Before two images can be mosaiced, it is necessary to find the
transformation which aligns one image with the other
. This is the well known ``motion estimation'' or ``registration''
problem [
2
]. Techniques for solving this problem can be divided into two broad
categories [
2
,
7
]: feature-based and featureless techniques. When the motion between the
two images is small, for instance when the two images are from
successive frames in a video sequence, the motion parameters can be
estimated using optical flow [
7
]. When the motion is not small, as in this application, the motion
could be estimated using generalised cross-correlation [
10
]. However, this requires a computationally expensive combination of
coarse-to-fine and iterative gradient-based search [
7
]. The final option is to use a feature-based approach [
4
], estimating the motion from point correspondences. Such techniques are
often criticized on the grounds that it is difficult to find the
features automatically, or that the features are sensitive to noise and
occlusion [
7
]. In this particular application, however, there is a plentiful supply
of stable, detectable features. We therefore adopt a feature-based
approach.
Instead of using generic ``corner'' features, we exploit knowledge of the domain to extract a more organised set of features. Each image is automatically segmented into a hierarchy of columns, lines and words: it is relatively straightforward to match such organised sets of features across images. The algorithm for producing the hierarchical segmentation is summarised below.
The first step is to estimate the angle that the rows of text make with
the image raster lines (the
skew angle
), which is assumed to lie in the range
. To achieve this, a small patch of text is selected randomly, and then
rotated in small steps over the range
until the variance of the pixel intensities summed along raster lines is
maximised [
1
] -- see Figure
2
. The exhaustive search is not computationally expensive since small
rotations (
) can be well approximated by vertical shears, which are fast to
compute. To ensure that an accurate skew angle is found, the calculation
is performed at several image patches, and the final estimate is the
average of the individual angles weighted by the variance of the pixel
intensities at each patch. All subsequent feature detection operations
are performed on the de-skewed images.
Figure 2:
Finding the skew angle.
The text is rotated from its original orientation (a) until the variance
of the grey levels summed along the image raster lines is maximized (b).
(c) shows the results on a real image, where the central portion of text
has been de-skewed.
De-skewed document images can be reliably and intuitively segmented into
a hierarchy of columns, lines and words. To remove any sensitivity to
illumination and page coloration, we work on binary gradient images
. These are obtained by applying a Sobel operator to the de-skewed
greyscale image and thresholding the output [
11
] -- see Figure
3
.
Figure 3:
Binary gradient images
. To reduce sensitivity to lighting conditions and page coloration, a
Sobel operator is applied to the original images (a). The absolute value
of the output is thresholded to produce the binary gradient image (b).
Columns are easily segmented from the de-skewed, binary gradient images by summing pixels vertically -- see Figure 4 (a). A similar horizontal process is used to find the baselines of each row within each column (we do not assume the columns are aligned). Finally, a vertical process is applied within each row to segment individual words. A complete segmentation of a real image is shown in Figure 4 (b).
The mosaic will be built up by matching the lower right hand corners of words in pairs of overlapping images. The segmentation scheme finds these points reliably, and also places them in the context of a hierarchy of rows and columns: in effect, the points have been grouped [ 6 ]. As we shall see in Section 4 , the grouping can be exploited by an intuitive and efficient matching algorithm.
The segmentation process involves a considerable amount of summing in the binary gradient image, which could be computationally expensive if not implemented efficiently. To this end, we construct a matrix of partial sums [ 9 ] whose elements are given by
The matrix of partial sums can be calculated in one pass through the binary gradient image. Summing pixels within any rectangular area of the binary gradient image is then very efficient [ 9 ]:
Figure 4:
Segmentation of a page of text.
Columns can be found by summing the binary gradient images in vertical
strips and looking at the difference between neighbouring sums (a). The
strips are swept from left to right across the image, and local minima
with magnitudes exceeding the threshold
T
indicate column start points. Likewise, significant local maxima
indicate column end points. Since the columns are so prominent, the
procedure is not sensitive to the parameter
T
. The optimal width
d
of the strips depends on the inter-column separation in pixels, which is
largely a function of the imaging resolution (dpi). Thus
d
needs adjusting only when the camera is moved or the lens is changed. A
similar process can be used to find rows within columns and words within
rows: a full segmentation is superimposed on the original (skewed)
greyscale image in (b). The lower right hand corner of each word
provides a suitable point for matching across images.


▶ Description of the task:
Would you transcribe the whole listing exactly, minus its pictures?

*** Data provided

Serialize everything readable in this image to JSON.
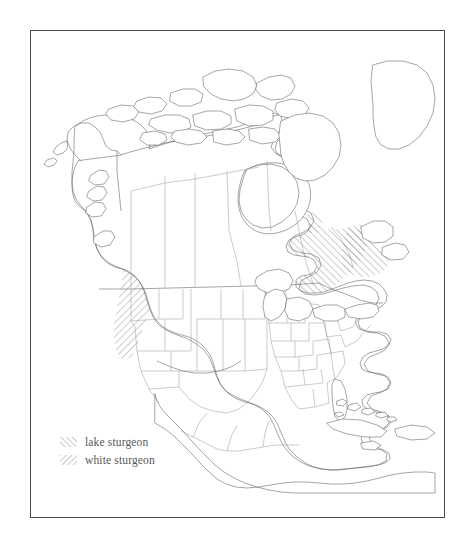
{
  "figure": {
    "kind": "distribution-map",
    "region": "North America",
    "background_color": "#ffffff",
    "frame_color": "#4a4a4a",
    "coastline_color": "#5b5b5b",
    "state_border_color": "#8e8e8e",
    "hatch_color": "#9a9a9a"
  },
  "legend": {
    "items": [
      {
        "id": "lake-sturgeon",
        "label": "lake sturgeon",
        "swatch_icon": "forward-hatch-swatch",
        "hatch_direction": "forward-slash",
        "hatch_color": "#9a9a9a"
      },
      {
        "id": "white-sturgeon",
        "label": "white sturgeon",
        "swatch_icon": "back-hatch-swatch",
        "hatch_direction": "back-slash",
        "hatch_color": "#9a9a9a"
      }
    ]
  },
  "ranges": [
    {
      "id": "lake-sturgeon",
      "label": "lake sturgeon",
      "description": "Great Lakes basin, Hudson Bay drainage, upper Mississippi and Saint Lawrence river systems",
      "hatch_direction": "forward-slash"
    },
    {
      "id": "white-sturgeon",
      "label": "white sturgeon",
      "description": "Pacific coast from British Columbia south through Washington, Oregon and northern California; Columbia and Fraser river systems",
      "hatch_direction": "back-slash"
    }
  ],
  "map_features": {
    "landmasses": [
      "North American mainland",
      "Greenland edge",
      "Canadian Arctic Archipelago",
      "Baffin Island",
      "Newfoundland",
      "Vancouver Island",
      "Cuba",
      "Hispaniola",
      "Jamaica",
      "Puerto Rico",
      "Bahamas"
    ],
    "water_bodies": [
      "Hudson Bay",
      "Great Lakes",
      "Gulf of Mexico",
      "Caribbean Sea",
      "Great Slave Lake",
      "Great Bear Lake",
      "Lake Winnipeg"
    ],
    "boundaries_shown": [
      "United States state boundaries",
      "Canadian provincial boundaries",
      "Mexican state boundaries",
      "International borders"
    ]
  }
}
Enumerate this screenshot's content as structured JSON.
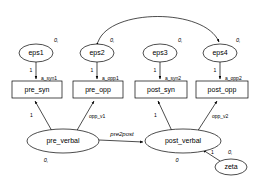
{
  "diagram": {
    "type": "sem-path-diagram",
    "title": "",
    "background_color": "#ffffff",
    "stroke_color": "#000000"
  },
  "error_terms": [
    {
      "id": "eps1",
      "label": "eps1",
      "mean_param": "0,",
      "cx": 36,
      "cy": 53,
      "rx": 17,
      "ry": 9
    },
    {
      "id": "eps2",
      "label": "eps2",
      "mean_param": "0,",
      "cx": 97,
      "cy": 53,
      "rx": 17,
      "ry": 9
    },
    {
      "id": "eps3",
      "label": "eps3",
      "mean_param": "0,",
      "cx": 160,
      "cy": 53,
      "rx": 17,
      "ry": 9
    },
    {
      "id": "eps4",
      "label": "eps4",
      "mean_param": "0,",
      "cx": 220,
      "cy": 53,
      "rx": 17,
      "ry": 9
    }
  ],
  "observed_variables": [
    {
      "id": "pre_syn",
      "label": "pre_syn",
      "x": 12,
      "y": 81,
      "w": 50,
      "h": 17
    },
    {
      "id": "pre_opp",
      "label": "pre_opp",
      "x": 73,
      "y": 81,
      "w": 50,
      "h": 17
    },
    {
      "id": "post_syn",
      "label": "post_syn",
      "x": 135,
      "y": 81,
      "w": 52,
      "h": 17
    },
    {
      "id": "post_opp",
      "label": "post_opp",
      "x": 196,
      "y": 81,
      "w": 52,
      "h": 17
    }
  ],
  "latent_variables": [
    {
      "id": "pre_verbal",
      "label": "pre_verbal",
      "mean_param": "0,",
      "cx": 63,
      "cy": 141,
      "rx": 36,
      "ry": 12
    },
    {
      "id": "post_verbal",
      "label": "post_verbal",
      "mean_param": "0",
      "cx": 183,
      "cy": 141,
      "rx": 38,
      "ry": 12
    }
  ],
  "disturbance_terms": [
    {
      "id": "zeta",
      "label": "zeta",
      "mean_param": "0,",
      "loading": "1",
      "cx": 231,
      "cy": 167,
      "rx": 16,
      "ry": 8
    }
  ],
  "error_loadings": [
    {
      "from": "eps1",
      "to": "pre_syn",
      "label": "1",
      "variance_label": "a_syn1"
    },
    {
      "from": "eps2",
      "to": "pre_opp",
      "label": "1",
      "variance_label": "a_opp1"
    },
    {
      "from": "eps3",
      "to": "post_syn",
      "label": "1",
      "variance_label": "a_syn2"
    },
    {
      "from": "eps4",
      "to": "post_opp",
      "label": "1",
      "variance_label": "a_opp2"
    }
  ],
  "factor_loadings": [
    {
      "from": "pre_verbal",
      "to": "pre_syn",
      "label": "1"
    },
    {
      "from": "pre_verbal",
      "to": "pre_opp",
      "label": "opp_v1"
    },
    {
      "from": "post_verbal",
      "to": "post_syn",
      "label": "1"
    },
    {
      "from": "post_verbal",
      "to": "post_opp",
      "label": "opp_v2"
    }
  ],
  "structural_paths": [
    {
      "from": "pre_verbal",
      "to": "post_verbal",
      "label": "pre2post"
    }
  ],
  "covariances": [
    {
      "from": "eps2",
      "to": "eps4",
      "label": "",
      "style": "double-headed-arc"
    }
  ]
}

******

▶ Task result:
Serialize everything readable in this image to JSON.
{
  "figure": {
    "kind": "distribution-map",
    "region": "North America",
    "background_color": "#ffffff",
    "frame_color": "#4a4a4a",
    "coastline_color": "#5b5b5b",
    "state_border_color": "#8e8e8e",
    "hatch_color": "#9a9a9a"
  },
  "legend": {
    "items": [
      {
        "id": "lake-sturgeon",
        "label": "lake sturgeon",
        "swatch_icon": "forward-hatch-swatch",
        "hatch_direction": "forward-slash",
        "hatch_color": "#9a9a9a"
      },
      {
        "id": "white-sturgeon",
        "label": "white sturgeon",
        "swatch_icon": "back-hatch-swatch",
        "hatch_direction": "back-slash",
        "hatch_color": "#9a9a9a"
      }
    ]
  },
  "ranges": [
    {
      "id": "lake-sturgeon",
      "label": "lake sturgeon",
      "description": "Great Lakes basin, Hudson Bay drainage, upper Mississippi and Saint Lawrence river systems",
      "hatch_direction": "forward-slash"
    },
    {
      "id": "white-sturgeon",
      "label": "white sturgeon",
      "description": "Pacific coast from British Columbia south through Washington, Oregon and northern California; Columbia and Fraser river systems",
      "hatch_direction": "back-slash"
    }
  ],
  "map_features": {
    "landmasses": [
      "North American mainland",
      "Greenland edge",
      "Canadian Arctic Archipelago",
      "Baffin Island",
      "Newfoundland",
      "Vancouver Island",
      "Cuba",
      "Hispaniola",
      "Jamaica",
      "Puerto Rico",
      "Bahamas"
    ],
    "water_bodies": [
      "Hudson Bay",
      "Great Lakes",
      "Gulf of Mexico",
      "Caribbean Sea",
      "Great Slave Lake",
      "Great Bear Lake",
      "Lake Winnipeg"
    ],
    "boundaries_shown": [
      "United States state boundaries",
      "Canadian provincial boundaries",
      "Mexican state boundaries",
      "International borders"
    ]
  }
}
Enumerate this screenshot's content as structured JSON.
{
  "diagram": {
    "type": "sem-path-diagram",
    "title": "",
    "background_color": "#ffffff",
    "stroke_color": "#000000"
  },
  "error_terms": [
    {
      "id": "eps1",
      "label": "eps1",
      "mean_param": "0,",
      "cx": 36,
      "cy": 53,
      "rx": 17,
      "ry": 9
    },
    {
      "id": "eps2",
      "label": "eps2",
      "mean_param": "0,",
      "cx": 97,
      "cy": 53,
      "rx": 17,
      "ry": 9
    },
    {
      "id": "eps3",
      "label": "eps3",
      "mean_param": "0,",
      "cx": 160,
      "cy": 53,
      "rx": 17,
      "ry": 9
    },
    {
      "id": "eps4",
      "label": "eps4",
      "mean_param": "0,",
      "cx": 220,
      "cy": 53,
      "rx": 17,
      "ry": 9
    }
  ],
  "observed_variables": [
    {
      "id": "pre_syn",
      "label": "pre_syn",
      "x": 12,
      "y": 81,
      "w": 50,
      "h": 17
    },
    {
      "id": "pre_opp",
      "label": "pre_opp",
      "x": 73,
      "y": 81,
      "w": 50,
      "h": 17
    },
    {
      "id": "post_syn",
      "label": "post_syn",
      "x": 135,
      "y": 81,
      "w": 52,
      "h": 17
    },
    {
      "id": "post_opp",
      "label": "post_opp",
      "x": 196,
      "y": 81,
      "w": 52,
      "h": 17
    }
  ],
  "latent_variables": [
    {
      "id": "pre_verbal",
      "label": "pre_verbal",
      "mean_param": "0,",
      "cx": 63,
      "cy": 141,
      "rx": 36,
      "ry": 12
    },
    {
      "id": "post_verbal",
      "label": "post_verbal",
      "mean_param": "0",
      "cx": 183,
      "cy": 141,
      "rx": 38,
      "ry": 12
    }
  ],
  "disturbance_terms": [
    {
      "id": "zeta",
      "label": "zeta",
      "mean_param": "0,",
      "loading": "1",
      "cx": 231,
      "cy": 167,
      "rx": 16,
      "ry": 8
    }
  ],
  "error_loadings": [
    {
      "from": "eps1",
      "to": "pre_syn",
      "label": "1",
      "variance_label": "a_syn1"
    },
    {
      "from": "eps2",
      "to": "pre_opp",
      "label": "1",
      "variance_label": "a_opp1"
    },
    {
      "from": "eps3",
      "to": "post_syn",
      "label": "1",
      "variance_label": "a_syn2"
    },
    {
      "from": "eps4",
      "to": "post_opp",
      "label": "1",
      "variance_label": "a_opp2"
    }
  ],
  "factor_loadings": [
    {
      "from": "pre_verbal",
      "to": "pre_syn",
      "label": "1"
    },
    {
      "from": "pre_verbal",
      "to": "pre_opp",
      "label": "opp_v1"
    },
    {
      "from": "post_verbal",
      "to": "post_syn",
      "label": "1"
    },
    {
      "from": "post_verbal",
      "to": "post_opp",
      "label": "opp_v2"
    }
  ],
  "structural_paths": [
    {
      "from": "pre_verbal",
      "to": "post_verbal",
      "label": "pre2post"
    }
  ],
  "covariances": [
    {
      "from": "eps2",
      "to": "eps4",
      "label": "",
      "style": "double-headed-arc"
    }
  ]
}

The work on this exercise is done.